Judith Waring

‘Quenched’

Re: New Wallace #7 by Judith Waring

June 1st - June 28th 2024

"Re: New Wallace #7" marks the seventh collaboration between a Northern Irish artist and the prestigious Wallace Collection in London. Hertford House and its contents, inherited and augmented by Sir Richard Wallace, showcases an internationally renowned collection of fine and decorative art. With thanks to the Arts Council of Northern Ireland (principle funder).

The residency provided Judith Waring with an opportunity to conduct research in situ. She has responded by making a series of re-imagined objects. This body of new work is a distillation of ideas which began with Les Wallaces, the Rococo drinking fountains gifted to the people of Paris by Richard Wallace in 1872. In many ways, Lisburn, with its 2 extant fountains, is pivotal to the creative narrative between Paris and London.
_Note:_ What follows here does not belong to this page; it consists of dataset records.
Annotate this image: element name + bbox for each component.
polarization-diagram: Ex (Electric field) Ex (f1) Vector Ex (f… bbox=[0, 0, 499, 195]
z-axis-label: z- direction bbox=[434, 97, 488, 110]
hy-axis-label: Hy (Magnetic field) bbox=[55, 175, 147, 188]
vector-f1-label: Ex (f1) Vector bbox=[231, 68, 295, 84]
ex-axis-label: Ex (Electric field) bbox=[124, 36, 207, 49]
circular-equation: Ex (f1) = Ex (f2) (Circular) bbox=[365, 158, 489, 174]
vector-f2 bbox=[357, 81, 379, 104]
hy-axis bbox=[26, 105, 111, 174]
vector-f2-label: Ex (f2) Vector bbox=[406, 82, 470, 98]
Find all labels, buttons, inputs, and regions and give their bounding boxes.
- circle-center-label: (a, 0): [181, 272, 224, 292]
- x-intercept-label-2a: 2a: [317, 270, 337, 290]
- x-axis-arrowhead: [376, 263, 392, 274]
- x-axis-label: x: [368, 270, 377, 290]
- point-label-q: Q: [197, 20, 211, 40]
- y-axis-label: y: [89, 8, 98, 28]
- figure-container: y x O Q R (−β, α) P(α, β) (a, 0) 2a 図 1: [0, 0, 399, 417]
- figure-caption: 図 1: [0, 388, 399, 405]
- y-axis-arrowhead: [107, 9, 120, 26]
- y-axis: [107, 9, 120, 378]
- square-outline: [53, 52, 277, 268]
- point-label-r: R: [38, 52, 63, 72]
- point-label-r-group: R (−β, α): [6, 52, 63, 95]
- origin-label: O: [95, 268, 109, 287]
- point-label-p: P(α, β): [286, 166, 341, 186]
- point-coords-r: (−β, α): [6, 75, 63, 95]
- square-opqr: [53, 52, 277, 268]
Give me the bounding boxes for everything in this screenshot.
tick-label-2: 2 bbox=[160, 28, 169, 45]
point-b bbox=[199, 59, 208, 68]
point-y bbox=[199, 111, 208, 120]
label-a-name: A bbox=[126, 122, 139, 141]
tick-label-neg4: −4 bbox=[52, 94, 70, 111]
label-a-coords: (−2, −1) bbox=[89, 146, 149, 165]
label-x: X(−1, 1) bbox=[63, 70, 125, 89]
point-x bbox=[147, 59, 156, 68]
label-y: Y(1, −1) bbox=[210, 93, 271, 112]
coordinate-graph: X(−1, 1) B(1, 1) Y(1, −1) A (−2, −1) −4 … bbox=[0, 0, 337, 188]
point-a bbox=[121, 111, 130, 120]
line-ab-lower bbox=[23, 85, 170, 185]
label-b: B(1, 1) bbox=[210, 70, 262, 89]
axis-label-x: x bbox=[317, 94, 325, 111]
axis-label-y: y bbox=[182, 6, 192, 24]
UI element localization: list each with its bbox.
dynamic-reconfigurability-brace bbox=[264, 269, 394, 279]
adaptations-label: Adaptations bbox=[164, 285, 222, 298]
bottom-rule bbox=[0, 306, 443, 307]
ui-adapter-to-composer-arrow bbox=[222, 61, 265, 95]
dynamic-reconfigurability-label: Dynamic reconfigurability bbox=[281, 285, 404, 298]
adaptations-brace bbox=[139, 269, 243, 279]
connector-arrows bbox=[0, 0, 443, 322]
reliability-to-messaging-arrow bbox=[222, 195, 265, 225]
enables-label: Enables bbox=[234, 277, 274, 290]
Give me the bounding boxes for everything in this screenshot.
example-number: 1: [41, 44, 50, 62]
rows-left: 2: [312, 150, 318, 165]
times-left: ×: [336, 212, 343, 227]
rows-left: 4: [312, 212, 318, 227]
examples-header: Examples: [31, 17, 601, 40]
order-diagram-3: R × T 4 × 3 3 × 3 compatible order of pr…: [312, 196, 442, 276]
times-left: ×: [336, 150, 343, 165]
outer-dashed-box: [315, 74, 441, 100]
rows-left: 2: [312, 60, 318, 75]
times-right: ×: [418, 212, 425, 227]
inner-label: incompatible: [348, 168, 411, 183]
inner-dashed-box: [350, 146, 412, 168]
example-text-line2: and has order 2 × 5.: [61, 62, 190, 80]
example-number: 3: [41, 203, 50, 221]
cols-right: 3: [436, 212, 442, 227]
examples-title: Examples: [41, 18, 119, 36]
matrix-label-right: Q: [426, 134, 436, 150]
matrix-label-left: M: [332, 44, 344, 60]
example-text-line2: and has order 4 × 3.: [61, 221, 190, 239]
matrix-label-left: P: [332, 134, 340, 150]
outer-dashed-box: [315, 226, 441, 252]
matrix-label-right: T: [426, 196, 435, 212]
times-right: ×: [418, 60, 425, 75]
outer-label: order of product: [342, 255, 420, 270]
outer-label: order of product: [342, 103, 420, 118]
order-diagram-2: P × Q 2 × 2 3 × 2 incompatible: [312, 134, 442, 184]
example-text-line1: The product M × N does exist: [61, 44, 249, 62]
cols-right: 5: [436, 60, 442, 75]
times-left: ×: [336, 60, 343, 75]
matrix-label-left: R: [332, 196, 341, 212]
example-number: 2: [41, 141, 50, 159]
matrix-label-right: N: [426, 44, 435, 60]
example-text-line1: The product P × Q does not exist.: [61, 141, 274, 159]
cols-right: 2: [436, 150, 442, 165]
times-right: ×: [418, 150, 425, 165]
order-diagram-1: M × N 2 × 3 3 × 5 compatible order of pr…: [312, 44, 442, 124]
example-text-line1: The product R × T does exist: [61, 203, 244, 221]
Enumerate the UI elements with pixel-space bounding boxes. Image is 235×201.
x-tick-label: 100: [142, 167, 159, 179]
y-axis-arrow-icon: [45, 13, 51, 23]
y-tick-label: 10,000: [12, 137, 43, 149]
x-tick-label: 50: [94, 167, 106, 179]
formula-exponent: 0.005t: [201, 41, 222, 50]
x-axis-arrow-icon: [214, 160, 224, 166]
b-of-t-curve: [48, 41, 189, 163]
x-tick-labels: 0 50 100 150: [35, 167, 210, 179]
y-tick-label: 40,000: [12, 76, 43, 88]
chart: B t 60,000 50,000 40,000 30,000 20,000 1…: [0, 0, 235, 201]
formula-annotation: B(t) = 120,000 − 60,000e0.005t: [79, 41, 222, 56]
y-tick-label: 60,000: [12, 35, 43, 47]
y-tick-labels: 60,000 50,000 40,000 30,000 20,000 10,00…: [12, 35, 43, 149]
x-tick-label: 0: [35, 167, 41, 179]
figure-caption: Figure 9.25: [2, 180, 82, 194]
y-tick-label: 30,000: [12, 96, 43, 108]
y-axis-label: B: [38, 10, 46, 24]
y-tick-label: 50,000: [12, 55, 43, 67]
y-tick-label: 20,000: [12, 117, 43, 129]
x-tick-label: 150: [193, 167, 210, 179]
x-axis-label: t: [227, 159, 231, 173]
Les Wallaces are made of cast-iron, painted green and provide drinking water.

They have four caryatids which support a cupola covered in 'dragons' scales'. They also feature depictions of dolphins and bulrushes. Wallace's name does not appear anywhere on his benefaction. The fountains have been re-viewed after a week's immersion in Wallace's private art collection. The public/private dichotomy along with the absence/presence of any water in "Quenched" offers a space in which to look at objects again, anew and from a number of standpoints. Materiality and process drive the new work - hessian, floral oases, jesmonite plaster, woodpecker feathers... Considerations of form and scale are investigated in the light of perceptions of the 'domestic'. Visual puns attempt to temper any legacy of art/history and 19th-century pre-occupations.
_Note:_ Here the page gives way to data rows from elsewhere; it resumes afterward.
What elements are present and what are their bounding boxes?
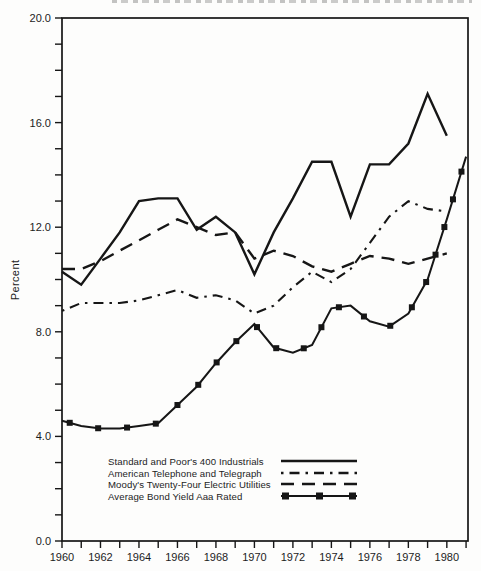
square-marker xyxy=(409,304,415,310)
square-marker xyxy=(174,402,180,408)
square-marker xyxy=(233,338,239,344)
figure: 1960196219641966196819701972197419761978… xyxy=(0,0,481,571)
x-tick-label: 1976 xyxy=(358,551,382,563)
square-marker xyxy=(95,425,101,431)
square-marker xyxy=(124,425,130,431)
legend-sample-aaa-bond-yield xyxy=(279,490,359,500)
square-marker xyxy=(361,314,367,320)
square-marker xyxy=(450,196,456,202)
series-line-moodys-electric-utilities xyxy=(62,219,447,271)
square-marker xyxy=(273,345,279,351)
square-marker xyxy=(153,421,159,427)
square-marker xyxy=(195,382,201,388)
legend-sample-moodys-electric-utilities xyxy=(279,478,359,488)
y-tick-label: 12.0 xyxy=(30,221,51,233)
y-tick-label: 8.0 xyxy=(36,326,51,338)
series-line-sp400-industrials xyxy=(62,94,447,285)
x-tick-label: 1966 xyxy=(165,551,189,563)
square-marker xyxy=(387,323,393,329)
y-tick-label: 20.0 xyxy=(30,12,51,24)
legend-sample-sp400-industrials xyxy=(279,455,359,465)
square-marker xyxy=(301,345,307,351)
x-tick-label: 1962 xyxy=(88,551,112,563)
legend-item-aaa-bond-yield: Average Bond Yield Aaa Rated xyxy=(108,489,398,501)
x-tick-label: 1968 xyxy=(204,551,228,563)
legend-item-moodys-electric-utilities: Moody's Twenty-Four Electric Utilities xyxy=(108,477,398,489)
square-marker xyxy=(423,279,429,285)
square-marker xyxy=(254,324,260,330)
legend: Standard and Poor's 400 IndustrialsAmeri… xyxy=(108,454,398,500)
x-tick-label: 1970 xyxy=(242,551,266,563)
legend-item-sp400-industrials: Standard and Poor's 400 Industrials xyxy=(108,454,398,466)
y-tick-label: 0.0 xyxy=(36,535,51,547)
x-tick-label: 1964 xyxy=(127,551,151,563)
x-tick-label: 1972 xyxy=(281,551,305,563)
x-tick-label: 1960 xyxy=(50,551,74,563)
square-marker xyxy=(441,224,447,230)
square-marker xyxy=(67,420,73,426)
y-tick-label: 4.0 xyxy=(36,430,51,442)
square-marker xyxy=(318,324,324,330)
square-marker xyxy=(433,252,439,258)
y-axis-label: Percent xyxy=(9,230,23,330)
x-tick-label: 1974 xyxy=(319,551,343,563)
square-marker xyxy=(336,304,342,310)
x-tick-label: 1978 xyxy=(396,551,420,563)
square-marker xyxy=(214,359,220,365)
legend-label: Average Bond Yield Aaa Rated xyxy=(108,491,242,502)
x-tick-label: 1980 xyxy=(435,551,459,563)
legend-item-att: American Telephone and Telegraph xyxy=(108,466,398,478)
y-tick-label: 16.0 xyxy=(30,117,51,129)
square-marker xyxy=(458,169,464,175)
legend-sample-att xyxy=(279,467,359,477)
series-line-aaa-bond-yield xyxy=(62,157,466,429)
The Wallace Collection speaks to the here-and-now, the contemporary, as much as it is a window into the past.

There are days when objects speak as if under the impact of some sudden inspiration. In a language that is virtually incomprehensible they shout a message to us, the meaning of which becomes apparent only when it is too late. It is almost as if matter, receiving the gift of vision, were moved to prophesy - to no avail, of course, for when was a prophet ever listened to?

Julian Green, Paris, Eng. tr., Penguin Classics, 2020, p. 47, visiting Notre Dame in 1946.
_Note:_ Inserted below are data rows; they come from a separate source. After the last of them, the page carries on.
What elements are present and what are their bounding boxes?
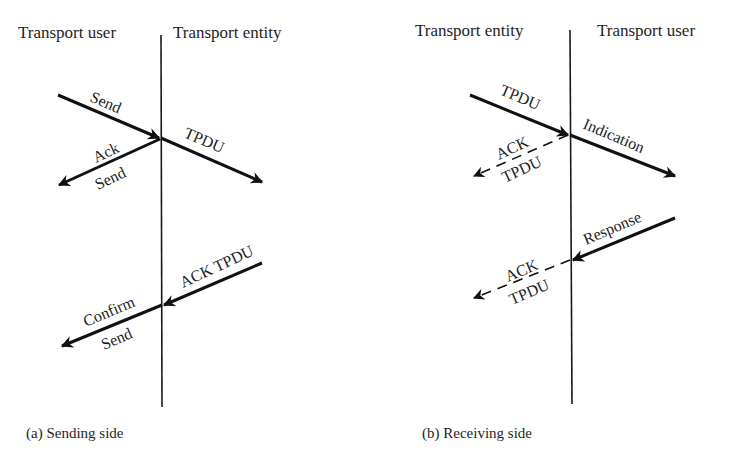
label-send: Send	[88, 88, 124, 116]
panel-receiving-side: Transport entity Transport user TPDU Ind…	[415, 21, 695, 442]
panel-sending-side: Transport user Transport entity Send TPD…	[18, 23, 282, 442]
transport-primitives-diagram: Transport user Transport entity Send TPD…	[0, 0, 738, 468]
caption-sending-side: (a) Sending side	[26, 425, 124, 442]
label-ack: Ack	[90, 139, 121, 166]
label-confirm: Confirm	[81, 293, 138, 330]
timeline-divider	[161, 35, 162, 407]
header-transport-entity: Transport entity	[173, 23, 282, 42]
timeline-divider	[570, 30, 572, 404]
header-transport-entity: Transport entity	[415, 21, 524, 40]
header-transport-user: Transport user	[18, 23, 116, 42]
caption-receiving-side: (b) Receiving side	[422, 425, 532, 442]
header-transport-user: Transport user	[597, 21, 695, 40]
label-indication: Indication	[581, 115, 647, 156]
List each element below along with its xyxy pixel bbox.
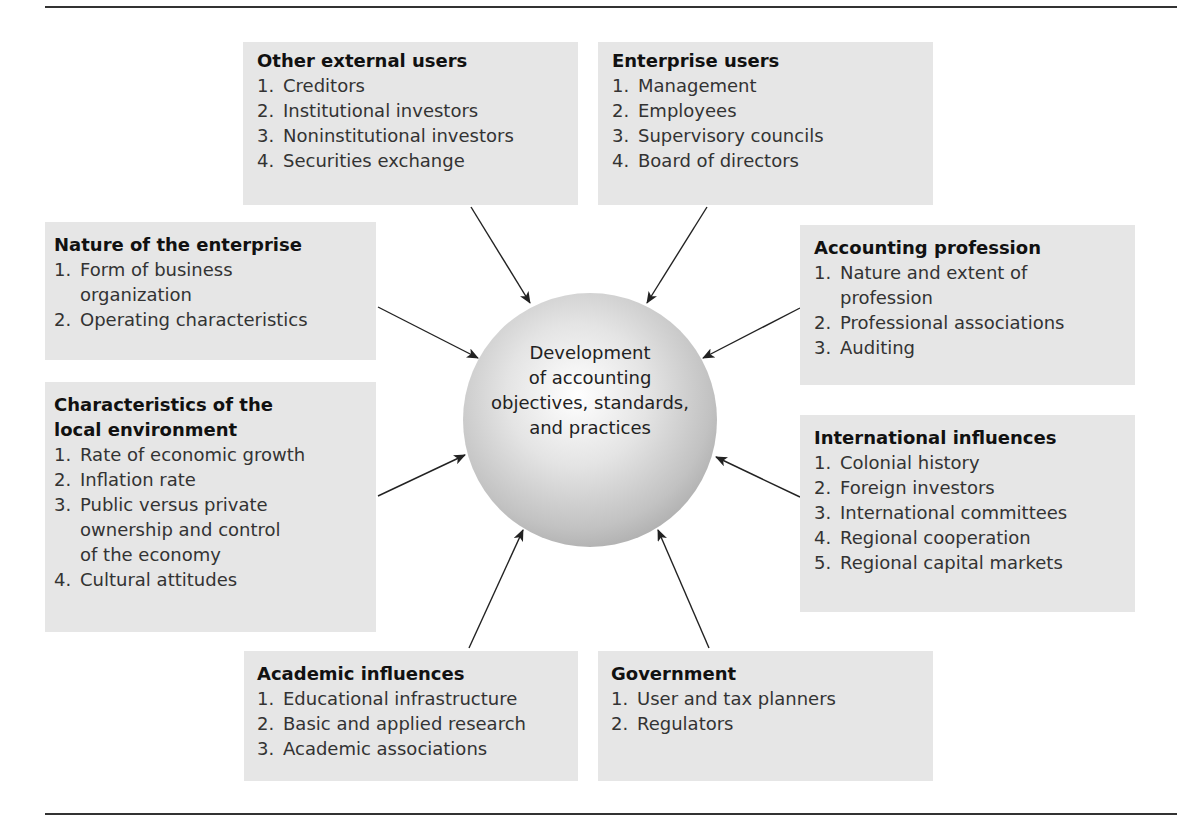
- arrow-other-external-users: [471, 207, 530, 303]
- list-item: 2.Institutional investors: [257, 98, 578, 123]
- box-title: Characteristics of the local environment: [54, 392, 376, 442]
- list-item: 3.Academic associations: [257, 736, 578, 761]
- box-accounting-profession: Accounting profession 1.Nature and exten…: [800, 225, 1135, 385]
- arrow-enterprise-users: [647, 207, 707, 303]
- list-item: 4.Board of directors: [612, 148, 933, 173]
- box-government: Government 1.User and tax planners 2.Reg…: [598, 651, 933, 781]
- list-item: 1.Creditors: [257, 73, 578, 98]
- list-item: 3.Auditing: [814, 335, 1135, 360]
- arrow-accounting-profession: [703, 308, 800, 358]
- box-local-environment: Characteristics of the local environment…: [45, 382, 376, 632]
- list-item: 4.Regional cooperation: [814, 525, 1135, 550]
- box-title: Enterprise users: [612, 48, 933, 73]
- arrow-government: [658, 530, 709, 648]
- list-item: 3.Noninstitutional investors: [257, 123, 578, 148]
- center-label: Development of accounting objectives, st…: [463, 340, 717, 440]
- list-item: 1.Rate of economic growth: [54, 442, 376, 467]
- list-item: 4.Securities exchange: [257, 148, 578, 173]
- list-item: 1.User and tax planners: [611, 686, 933, 711]
- list-item: 2.Operating characteristics: [54, 307, 376, 332]
- box-title: Accounting profession: [814, 235, 1135, 260]
- arrow-international-influences: [716, 457, 800, 497]
- list-item: 5.Regional capital markets: [814, 550, 1135, 575]
- list-item: 2.Foreign investors: [814, 475, 1135, 500]
- box-title: Other external users: [257, 48, 578, 73]
- list-item: 1.Form of business organization: [54, 257, 376, 307]
- list-item: 2.Inflation rate: [54, 467, 376, 492]
- arrow-academic-influences: [469, 530, 523, 648]
- box-nature-of-enterprise: Nature of the enterprise 1.Form of busin…: [45, 222, 376, 360]
- list-item: 1.Colonial history: [814, 450, 1135, 475]
- box-title: Academic influences: [257, 661, 578, 686]
- box-academic-influences: Academic influences 1.Educational infras…: [244, 651, 578, 781]
- list-item: 3.International committees: [814, 500, 1135, 525]
- box-other-external-users: Other external users 1.Creditors 2.Insti…: [243, 42, 578, 205]
- box-title: International influences: [814, 425, 1135, 450]
- list-item: 2.Regulators: [611, 711, 933, 736]
- box-enterprise-users: Enterprise users 1.Management 2.Employee…: [598, 42, 933, 205]
- list-item: 3.Public versus private ownership and co…: [54, 492, 376, 567]
- list-item: 4.Cultural attitudes: [54, 567, 376, 592]
- list-item: 1.Management: [612, 73, 933, 98]
- arrow-local-environment: [378, 455, 465, 496]
- box-title: Nature of the enterprise: [54, 232, 376, 257]
- list-item: 2.Employees: [612, 98, 933, 123]
- box-title: Government: [611, 661, 933, 686]
- box-international-influences: International influences 1.Colonial hist…: [800, 415, 1135, 612]
- list-item: 2.Basic and applied research: [257, 711, 578, 736]
- list-item: 3.Supervisory councils: [612, 123, 933, 148]
- list-item: 1.Nature and extent of profession: [814, 260, 1135, 310]
- list-item: 2.Professional associations: [814, 310, 1135, 335]
- list-item: 1.Educational infrastructure: [257, 686, 578, 711]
This exhibition is supported by the National Lottery through the Arts Council of Northern Ireland (principal funder).

Learn more about Judith Waring’s work by clicking the link below.

Judith Waring (b. Belfast) is a visual artist primarily concerned with 3-dimensional objects and with the sculptural. Considerations of materiality, process and scale drive her output. Her practice is research-led and project-focused. Visual markers of time, of place and in particular of boundaries are central to the concerns of her practice. The work is often site- or space-specific and informed by real and imagined narratives.